What's perhaps most remarkable about the rise of Twitter is the way little the service has evolved from the initial core notion of the 140-character tweet--which is to say, not at all. It is tempting to view overvalued and tweeting as Twitter itself as overhyped and insignificant, and foolish. But there's some technology at work that is sophisticated, supple, and also revolutionary. Appreciating the machinery of Twitter is key to comprehending how an idea so easy changed the way millions of people's existences are advertised by they to the entire world.
How can you look inside a tweet? It is easy; a tweet's structure is a matter of public record. Twitter, as a modern Web company, shows to the world several of the technology it uses, in the type of an application programming interface--an API--which enables external software developers to create tools together with the service, which makes it more extensively used and therefore more precious for everyone.
Exactly the same anatomy is shared by all tweets. To examine the guts of a tweet, you request an "API key" from Twitter, which will be an easy, automated procedure. It is a simplified model of JavaScript called JSON. API essentially means "speaks (and reads) JSON." The language comes in a bundle of which compose a tweet of name/value fields, 31.
You know the way the National Security Agency accumulates "metadata" regarding the phone calls Americans make? Well, that's what these areas are, except instead of metadata about phone calls, this is metadata about tweets. The truth is, those 140 characters are less than 10 percent of all the data you'll find in a tweet item. Twitter's metadata is openly documented by the company, open for perusal by all and accessible to anybody who wants to join an API key.
This metadata contains not only sizable numerals like "25" but also entire new sets of name/value pairs--big odd trees of information. One example is in the "coordinates" part of the tweet. This value contains geographical information--latitude and longitude--in a format called GeoJSON, a dialect that is used to refer to places. This could look complicated at first, but it's actually amazing, since this means that straightforward-to-understand formats like JSON can express some fairly sophisticated notions about the planet. Twitter n't controls GeoJSON; it's a printed, open standard. Twitter has added another discipline, called "place." Places are not only dots on a map but "special, named places." They contain multiple coordinates -- they really define polygons within the top of the earth. A tweet can hence include a really rough outline of certain state. Several tweets can, as a primitive atlas, serve with some digital fiddling. And through some somewhat complicated mathematics, they can disclose how much one tweeter is from another. Tweets also provide a "created_at" field, which signals the exact time where they were posted.
How can you look inside a tweet? It is easy; a tweet's structure is a matter of public record. Twitter, as a modern Web company, shows to the world several of the technology it uses, in the type of an application programming interface--an API--which enables external software developers to create tools together with the service, which makes it more extensively used and therefore more precious for everyone.
Exactly the same anatomy is shared by all tweets. To examine the guts of a tweet, you request an "API key" from Twitter, which will be an easy, automated procedure. It is a simplified model of JavaScript called JSON. API essentially means "speaks (and reads) JSON." The language comes in a bundle of which compose a tweet of name/value fields, 31.
You know the way the National Security Agency accumulates "metadata" regarding the phone calls Americans make? Well, that's what these areas are, except instead of metadata about phone calls, this is metadata about tweets. The truth is, those 140 characters are less than 10 percent of all the data you'll find in a tweet item. Twitter's metadata is openly documented by the company, open for perusal by all and accessible to anybody who wants to join an API key.
This metadata contains not only sizable numerals like "25" but also entire new sets of name/value pairs--big odd trees of information. One example is in the "coordinates" part of the tweet. This value contains geographical information--latitude and longitude--in a format called GeoJSON, a dialect that is used to refer to places. This could look complicated at first, but it's actually amazing, since this means that straightforward-to-understand formats like JSON can express some fairly sophisticated notions about the planet. Twitter n't controls GeoJSON; it's a printed, open standard. Twitter has added another discipline, called "place." Places are not only dots on a map but "special, named places." They contain multiple coordinates -- they really define polygons within the top of the earth. A tweet can hence include a really rough outline of certain state. Several tweets can, as a primitive atlas, serve with some digital fiddling. And through some somewhat complicated mathematics, they can disclose how much one tweeter is from another. Tweets also provide a "created_at" field, which signals the exact time where they were posted.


In your copy, include no images, and write out every entry below exactly as it stands.

GIVEN DATA section start

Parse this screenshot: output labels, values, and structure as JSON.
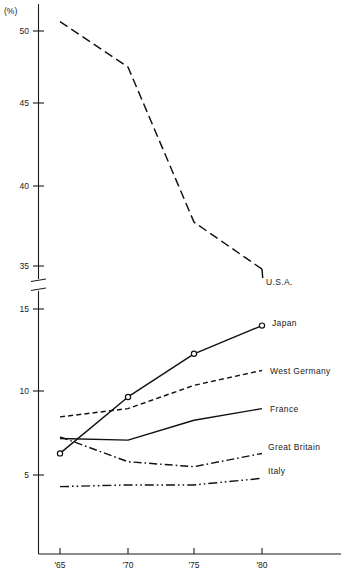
{
  "chart_data": {
    "type": "line",
    "title": "",
    "subtitle": "",
    "xlabel": "",
    "ylabel": "",
    "unit_label": "(%)",
    "x": [
      "'65",
      "'70",
      "'75",
      "'80"
    ],
    "categories": [
      "'65",
      "'70",
      "'75",
      "'80"
    ],
    "x_tick_labels": [
      "'65",
      "'70",
      "'75",
      "'80"
    ],
    "y_tick_labels_upper": [
      "50",
      "45",
      "40",
      "35"
    ],
    "y_tick_labels_lower": [
      "15",
      "10",
      "5"
    ],
    "y_axis_break": true,
    "y_axis_break_between": [
      35,
      15
    ],
    "ylim_upper": [
      35,
      52
    ],
    "ylim_lower": [
      3,
      15
    ],
    "grid": false,
    "legend_position": "right-inline-labels",
    "series": [
      {
        "name": "U.S.A.",
        "label": "U.S.A.",
        "style": "long-dash",
        "marker": "none",
        "axis": "upper",
        "values": [
          50.6,
          47.7,
          37.8,
          34.8
        ]
      },
      {
        "name": "Japan",
        "label": "Japan",
        "style": "solid",
        "marker": "open-circle",
        "axis": "lower",
        "values": [
          6.3,
          9.7,
          12.3,
          14.0
        ]
      },
      {
        "name": "West Germany",
        "label": "West Germany",
        "style": "short-dash",
        "marker": "none",
        "axis": "lower",
        "values": [
          8.5,
          9.0,
          10.4,
          11.3
        ]
      },
      {
        "name": "France",
        "label": "France",
        "style": "solid",
        "marker": "none",
        "axis": "lower",
        "values": [
          7.2,
          7.1,
          8.3,
          9.0
        ]
      },
      {
        "name": "Great Britain",
        "label": "Great Britain",
        "style": "dash-dot",
        "marker": "none",
        "axis": "lower",
        "values": [
          7.3,
          5.8,
          5.5,
          6.3
        ]
      },
      {
        "name": "Italy",
        "label": "Italy",
        "style": "dash-dot-dot",
        "marker": "none",
        "axis": "lower",
        "values": [
          4.3,
          4.4,
          4.4,
          4.8
        ]
      }
    ],
    "colors": {
      "line": "#111111",
      "axis": "#1a1a1a",
      "background": "#ffffff"
    }
  }
}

GIVEN DATA section end

- TASK SOLUTION:
Parse this screenshot: output labels, values, and structure as JSON.
{
  "chart_data": {
    "type": "line",
    "title": "",
    "subtitle": "",
    "xlabel": "",
    "ylabel": "",
    "unit_label": "(%)",
    "x": [
      "'65",
      "'70",
      "'75",
      "'80"
    ],
    "categories": [
      "'65",
      "'70",
      "'75",
      "'80"
    ],
    "x_tick_labels": [
      "'65",
      "'70",
      "'75",
      "'80"
    ],
    "y_tick_labels_upper": [
      "50",
      "45",
      "40",
      "35"
    ],
    "y_tick_labels_lower": [
      "15",
      "10",
      "5"
    ],
    "y_axis_break": true,
    "y_axis_break_between": [
      35,
      15
    ],
    "ylim_upper": [
      35,
      52
    ],
    "ylim_lower": [
      3,
      15
    ],
    "grid": false,
    "legend_position": "right-inline-labels",
    "series": [
      {
        "name": "U.S.A.",
        "label": "U.S.A.",
        "style": "long-dash",
        "marker": "none",
        "axis": "upper",
        "values": [
          50.6,
          47.7,
          37.8,
          34.8
        ]
      },
      {
        "name": "Japan",
        "label": "Japan",
        "style": "solid",
        "marker": "open-circle",
        "axis": "lower",
        "values": [
          6.3,
          9.7,
          12.3,
          14.0
        ]
      },
      {
        "name": "West Germany",
        "label": "West Germany",
        "style": "short-dash",
        "marker": "none",
        "axis": "lower",
        "values": [
          8.5,
          9.0,
          10.4,
          11.3
        ]
      },
      {
        "name": "France",
        "label": "France",
        "style": "solid",
        "marker": "none",
        "axis": "lower",
        "values": [
          7.2,
          7.1,
          8.3,
          9.0
        ]
      },
      {
        "name": "Great Britain",
        "label": "Great Britain",
        "style": "dash-dot",
        "marker": "none",
        "axis": "lower",
        "values": [
          7.3,
          5.8,
          5.5,
          6.3
        ]
      },
      {
        "name": "Italy",
        "label": "Italy",
        "style": "dash-dot-dot",
        "marker": "none",
        "axis": "lower",
        "values": [
          4.3,
          4.4,
          4.4,
          4.8
        ]
      }
    ],
    "colors": {
      "line": "#111111",
      "axis": "#1a1a1a",
      "background": "#ffffff"
    }
  }
}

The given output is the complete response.